Speaking of this phenomenon, Ted Anthony observes:

“It is they who have carried this torch, they who have fueled its flame. When talk turns to the inevitable question — ‘Where were you when you heard the president had been shot?’ — the dominant answer in American culture is this one: ‘I was in school.’ It is almost as if no adults were around on the Friday of the assassination, except as bit players. This is because baby boomers — who were, indeed, in school that day — are the ones who have shaped the national memories of this event.”

We may be witnessing one of the last big gasps of this baby boomer nostalgia (for more on this, listen to my recent discussion with historian and author David Pietrusza).

Of course, it’s not just JFK. It’s the Beatles and Dylan and…you name it! For people my age, the most frustrating part may be that — not only have we endured this our entire lives — but we won’t be able to pay it forward by forcing future generations to pay equal attention to our heroes and martyrs and popular culture.

Nobody has made this observation better than Steven Hyden at Grantland:

“It was a good system: Each generation would get its turn at the media steering wheel, allowing people in their thirties and forties to talk incessantly about how anything and everything that happened in their teens and early twenties was tremendously consequential and yet somehow criminally underrated. After that, these people were swept aside, and the next generation would rewrite history all over again. I grew up in the ’80s and ’90s, when baby boomers had their run memorializing the Beatles on Ed Sullivan and the game-changing brilliance of All in the Family with countless Time magazine covers and major TV network retrospectives. I assumed something similar would happen for the MTV debut of “November Rain” and the revolutionary competence of ABC’s TGIF lineup. And I guess that did happen, sort of. Arsenio Hall has a talk show again. Ed Kowalczyk is still putting out solo records. My people allowed these things to happen. But the world has changed.

By the time my generation had its hand on the controls, the media power structure was diminished. Now we can’t force kids to watch our nostalgia fests.
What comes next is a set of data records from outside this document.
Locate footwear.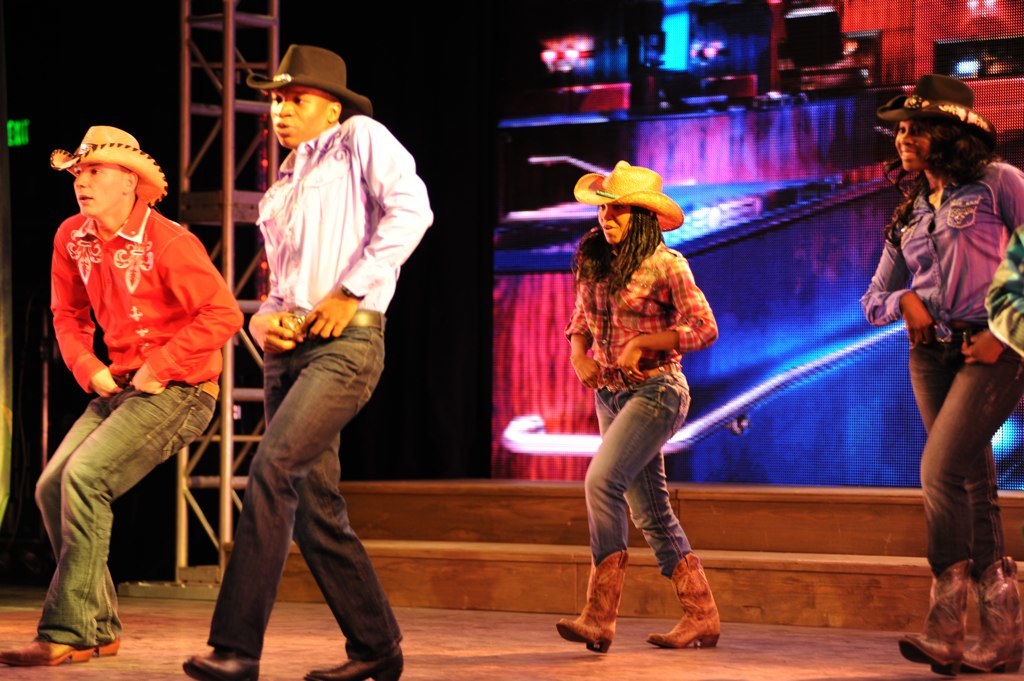
Bounding box: {"x1": 177, "y1": 645, "x2": 257, "y2": 680}.
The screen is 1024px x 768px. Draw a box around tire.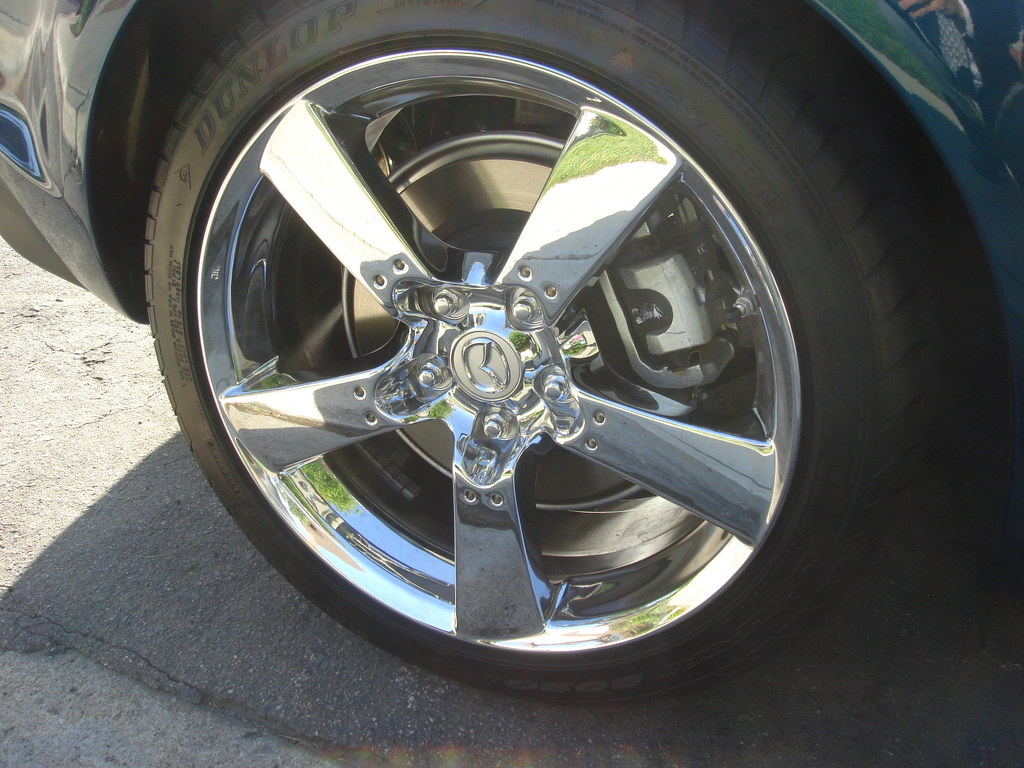
{"x1": 111, "y1": 0, "x2": 944, "y2": 703}.
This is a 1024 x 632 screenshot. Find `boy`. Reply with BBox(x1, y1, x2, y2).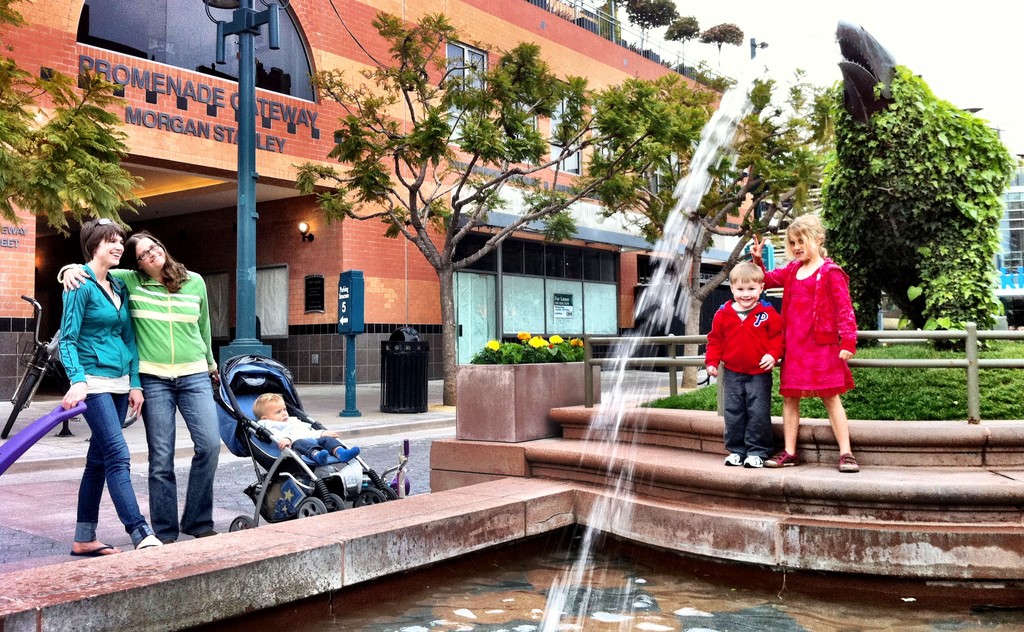
BBox(250, 391, 362, 466).
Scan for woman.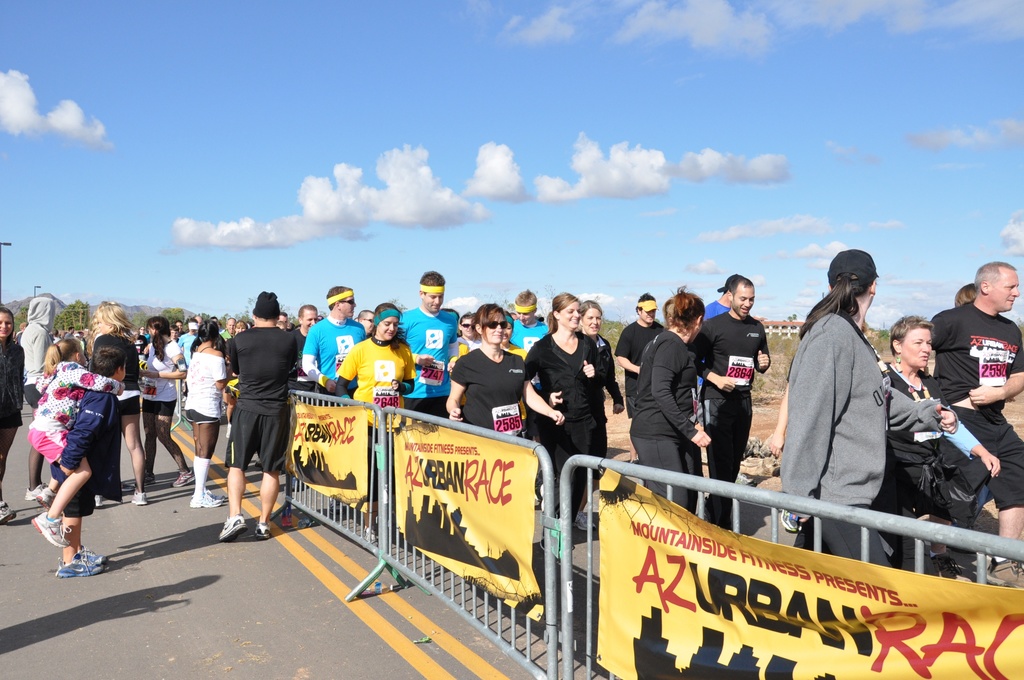
Scan result: box(881, 318, 1001, 571).
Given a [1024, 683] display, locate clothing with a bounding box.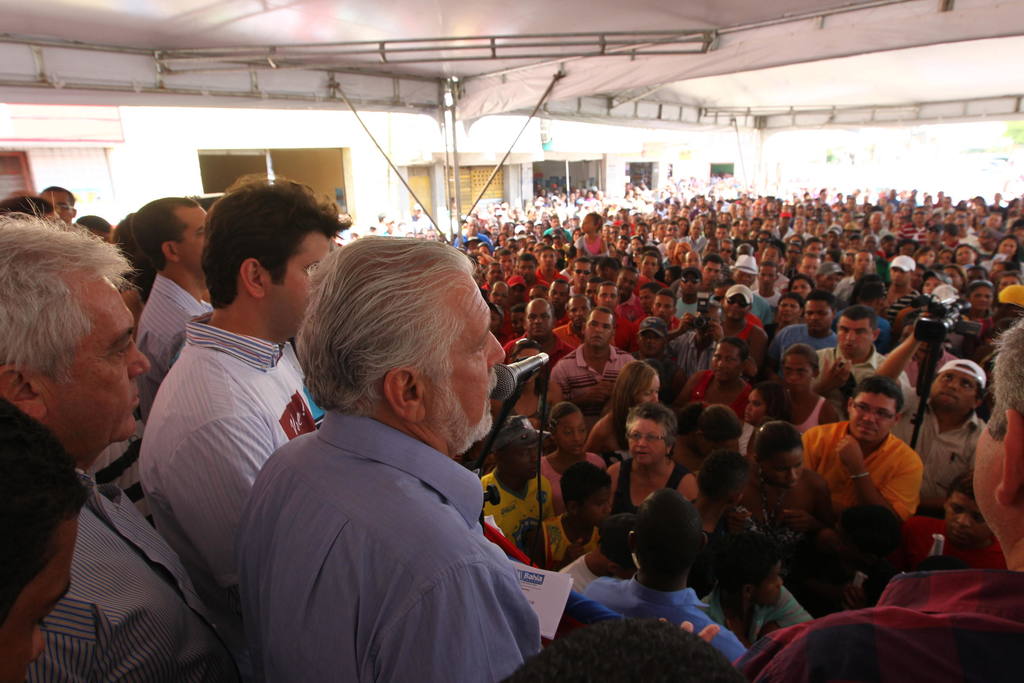
Located: 737, 564, 1009, 679.
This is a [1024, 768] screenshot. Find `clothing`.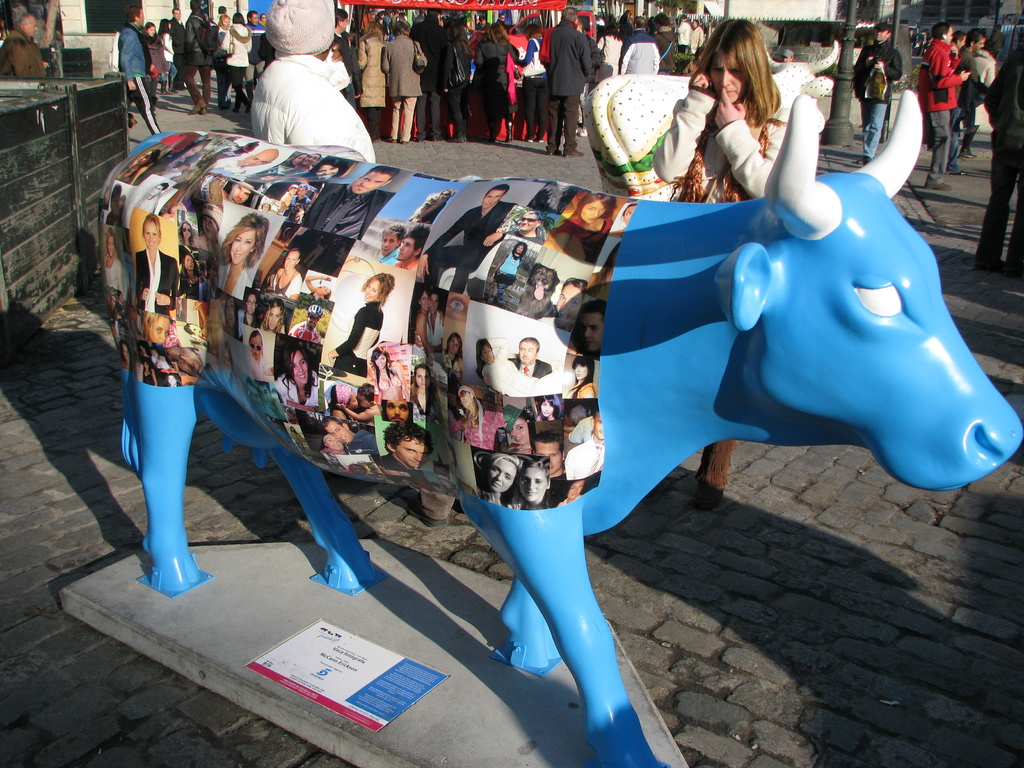
Bounding box: [420, 205, 509, 290].
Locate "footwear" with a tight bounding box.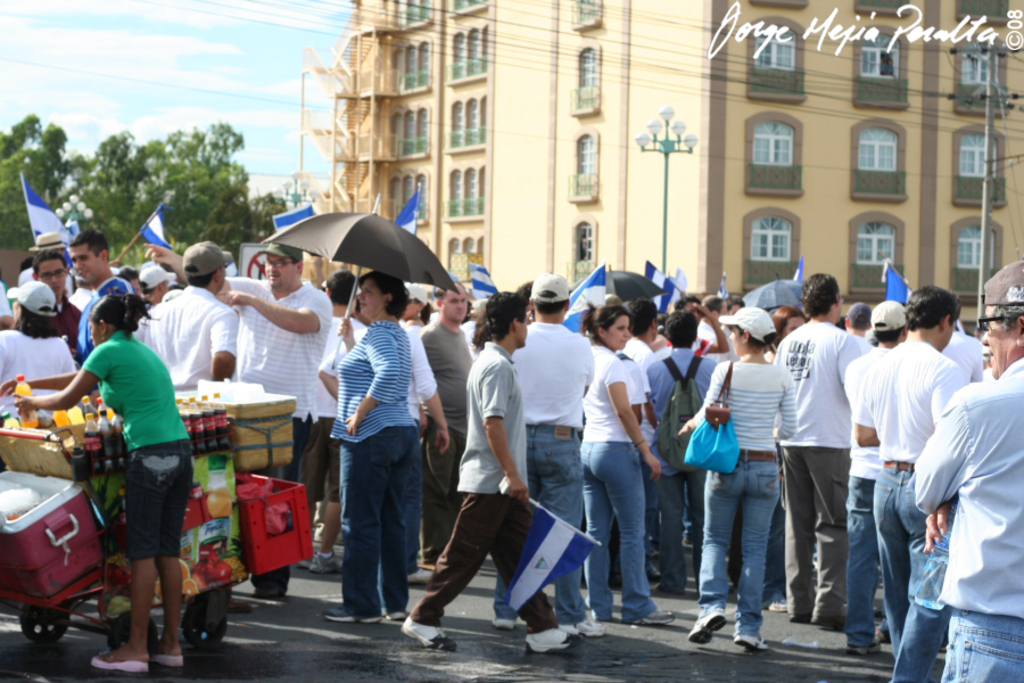
left=634, top=604, right=676, bottom=629.
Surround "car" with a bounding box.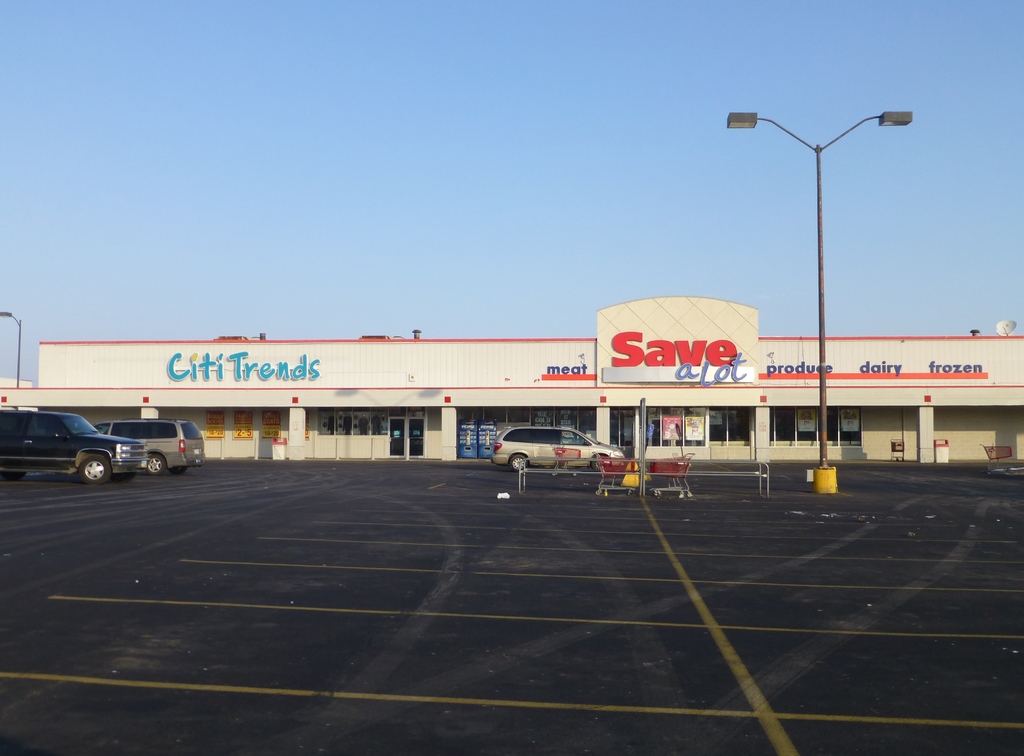
0:405:140:490.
Instead, we have to be satisfied with the Internet and social media, where it’s more difficult to proclaim the superiority of the past over the din of nattering youngsters. “The kids are coming up from behind,” some old dude whose band broke up in a distant time called 2011 once said. In the postapocalyptic media hellscape, you have to fight for your sliver of attention 140 characters at a time.”

Look, I like Bob Dylan as much as the next guy. But I’m pretty sure the amount of Bob Dylan information I’ve been fed during my lifetime has exceeded both his talent and import — which is saying a lot. Now, just imagine if Dylan had been gunned down in, say, 1967, and you get an idea of how much Kennedy imagery and content I’ve been fed by the boomers running the media.

Yet, after enduring all of this Kennedy nostalgia, future generations probably won’t be forced to watch the specials we produce about Kurt Cobain’s trenchant lyrics — or the transcendental rhetorical abilities of Barack Obama. It hardly seems fair. But come to think of it, maybe it’s for the best.